Why—when they were utterly liberated from superstition, when the Eucharist meant “nothing” to them, when Greaves coolly called the odds “almost zero” that one of them “would waste time going to all [the] trouble” of stealing a consecrated host—did police have to force screaming Satanists from reaching St. Paul’s tabernacle?

Why, when others were outraged by his notion that profaning the Eucharist was as intrinsically ridiculous a concept as profaning broccoli, did Greaves insist on defiling a host that could “turn out, somehow” to be consecrated? Because his Satanists’ right to consequence-free blasphemy was sacrosanct? Because Greaves’s “positive message” of embracing blasphemy “without repercussions”—blasphemy as a “conscientious objection” to “thoughtless … superstition”—must now be spread to our elementary and middle school children, with After School Satan?

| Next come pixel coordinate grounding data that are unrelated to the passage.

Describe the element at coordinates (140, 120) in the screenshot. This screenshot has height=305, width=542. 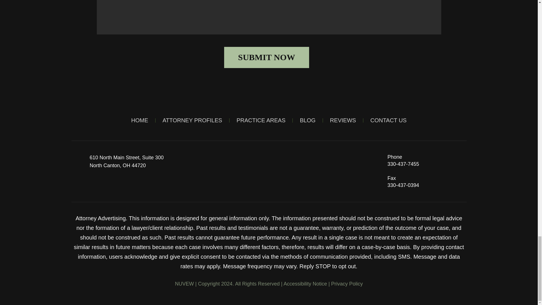
I see `google` at that location.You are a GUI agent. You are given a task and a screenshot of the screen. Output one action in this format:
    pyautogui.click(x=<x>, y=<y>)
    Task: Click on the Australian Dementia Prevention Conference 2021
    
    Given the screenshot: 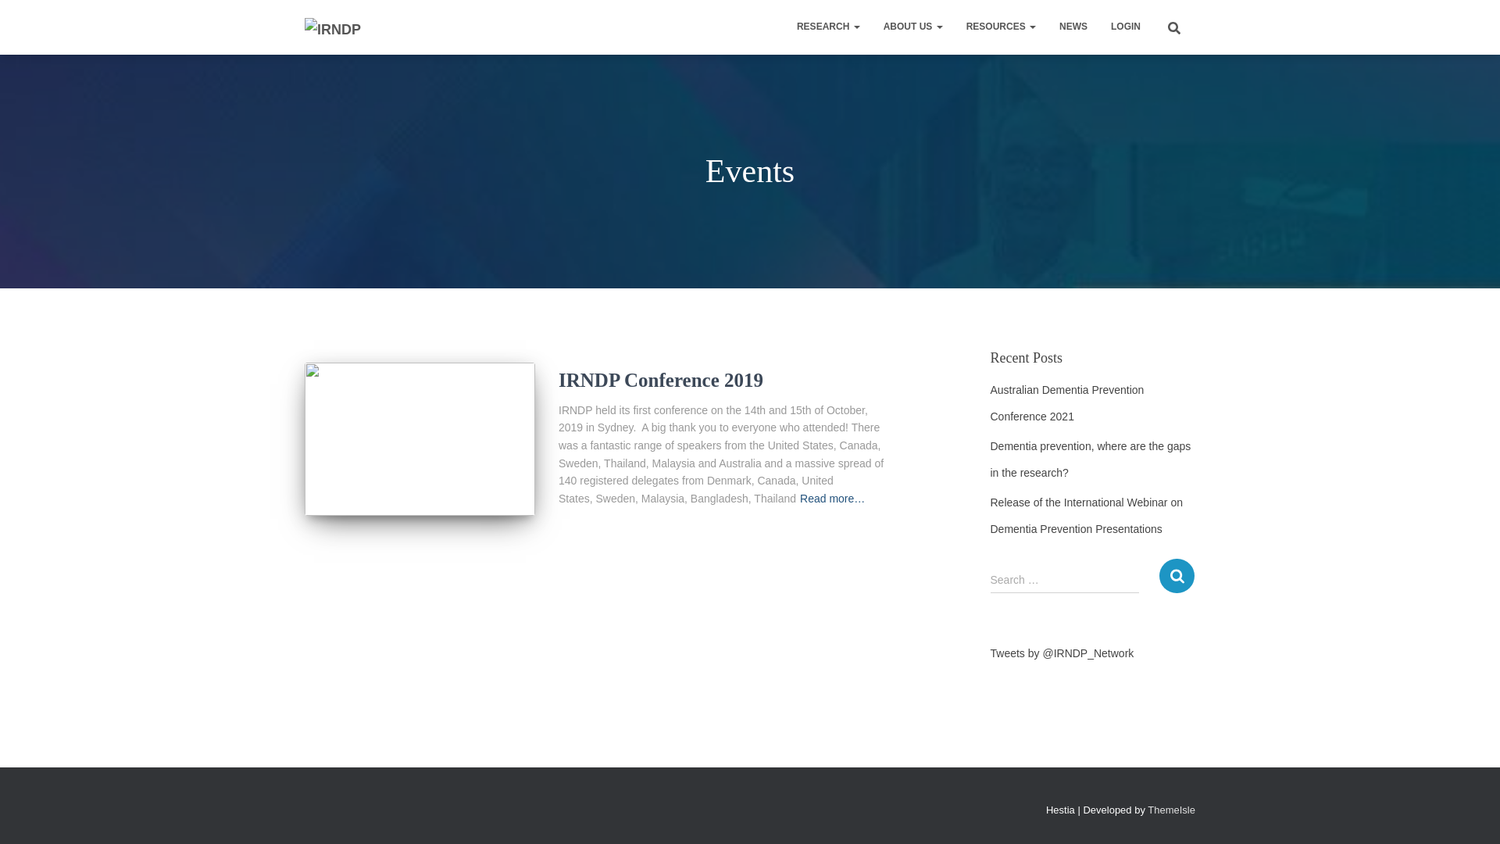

By the same token, however, we might imagine our Satanists asking some uncomfortable questions of us:

If you Catholics really believe that the Eucharist and Satan aren’t mere poetic devices—they might say—why don’t you use your knees more? Why isn’t your people’s ardor for Eucharistic processions and Holy Hours and reparation for sin greater, when the blasphemous spectacles are gone?

Why did your Pope Emeritus, in The Spirit of the Liturgy, have to tell you that “the inability to kneel is seen as the very essence of the diabolical” in order to counter those “who are trying to talk us out of kneeling”? He told you the “touching story” of St. James, who “had a kind of callous on his knees, because he was always on his knees worshipping God and begging for forgiveness for his people.” Are you using your knees like that?

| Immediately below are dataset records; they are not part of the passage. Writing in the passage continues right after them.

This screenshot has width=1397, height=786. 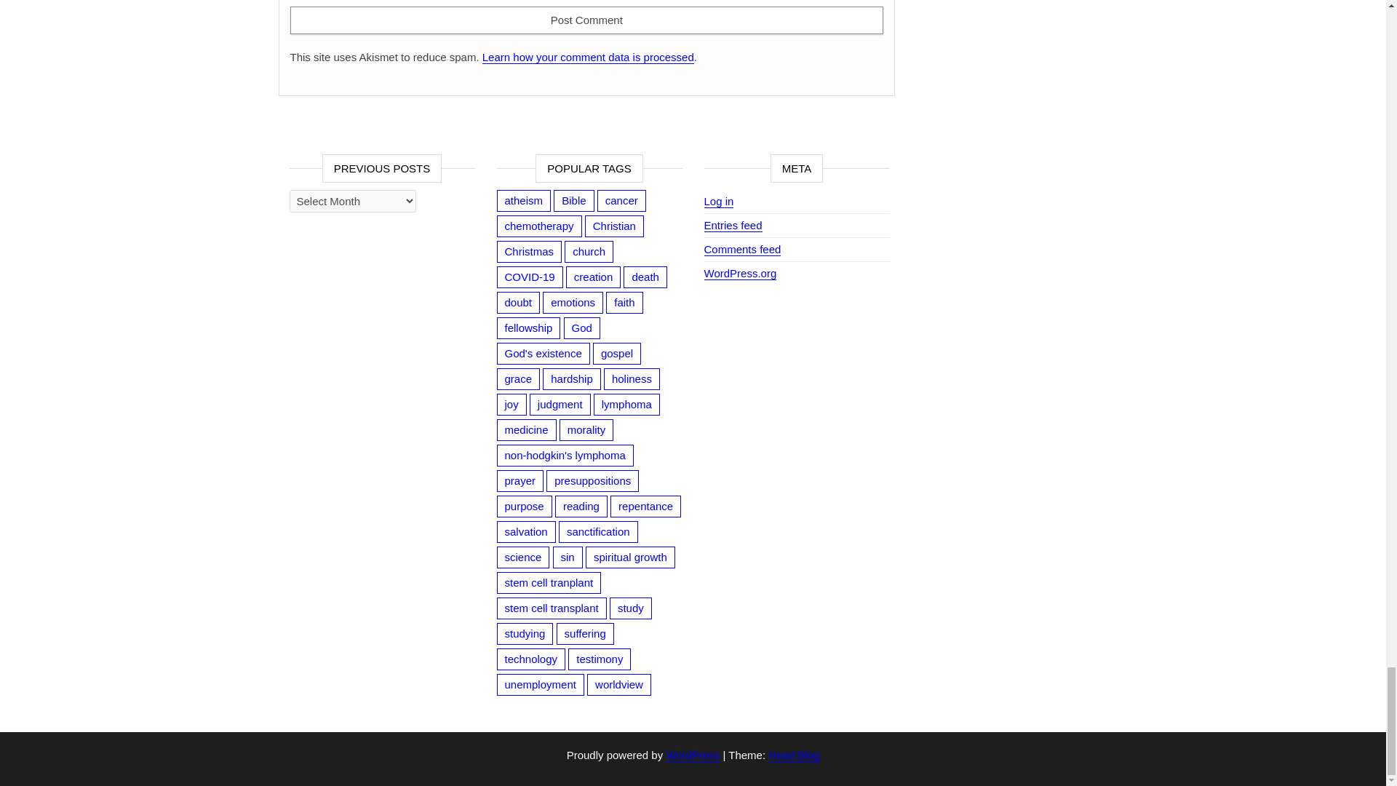 What do you see at coordinates (588, 57) in the screenshot?
I see `Learn how your comment data is processed` at bounding box center [588, 57].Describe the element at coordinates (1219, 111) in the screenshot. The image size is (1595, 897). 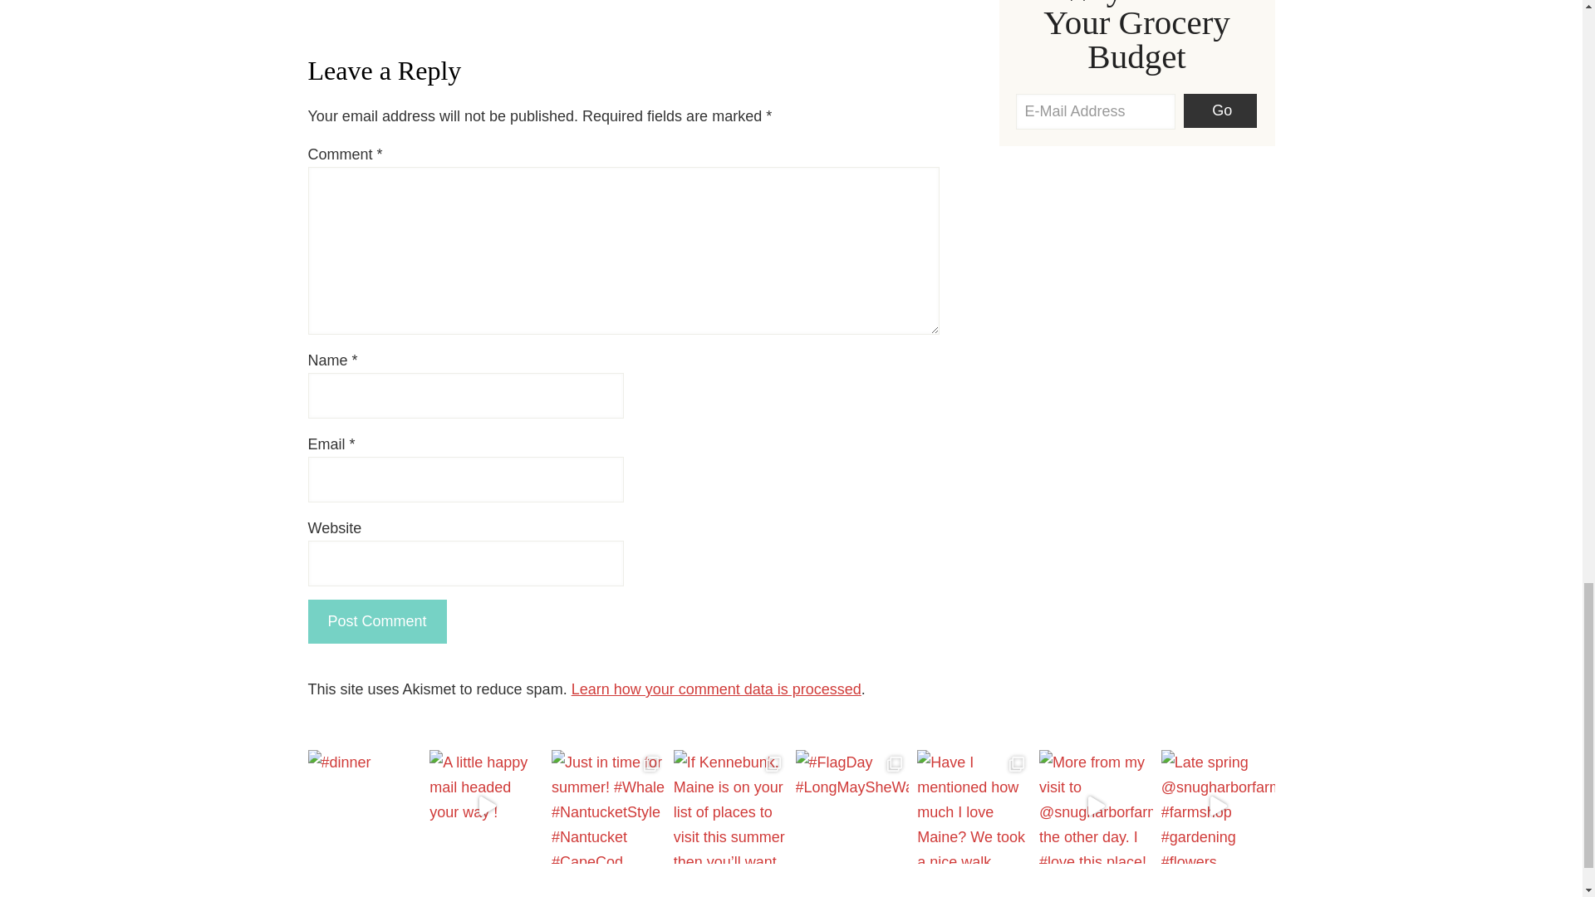
I see `Go` at that location.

The world recognizes our “symbolic” Satan as a great humanist, and our clubs will preach the loftiest of “secular moral values.” “Benevolence.” “Empathy among all people.” “Justice.” But our Satan is unscarred. And so is your Christ if you strip him of the Cross—if he becomes, in your Ven. Sheen’s words, a “sentimental Christ,” “a humanitarian who taught brotherhood without tears,” a “cheap, feminized, colorless, itinerant preacher who deserves to be popular for His great Sermon on the Mount” and unpopular for his hard sayings on sin and sacrifice and penance and judgment and eternity. How boldly have you preached the unpopular Christ and his unpopular Cross? Is he a “social activist”—or is he, says Ven. Sheen, a Savior who “takes on the burden of the world’s guilt” and says, “Take up your cross”?

Ven. Sheen said that “the ultimate goal of the demonic is to avoid the Cross.” He said—we are embarrassed to tell you this—that “it’s frightening how the Cross is being dropped.” He said you needed more mortification, more Holy Hours, more invocations of the Holy Name and the Precious Blood to battle an Evil One in your midst.

And so, if you Catholics really believe in all that we mock as “superstitious” and “infantile” and “ridiculous,” should we expect to see more knees and scars?

Author

  • Julia Meloni

    Julia Meloni writes from the Pacific Northwest. She holds a bachelor’s degree in English from Yale and a master’s degree in English from Harvard.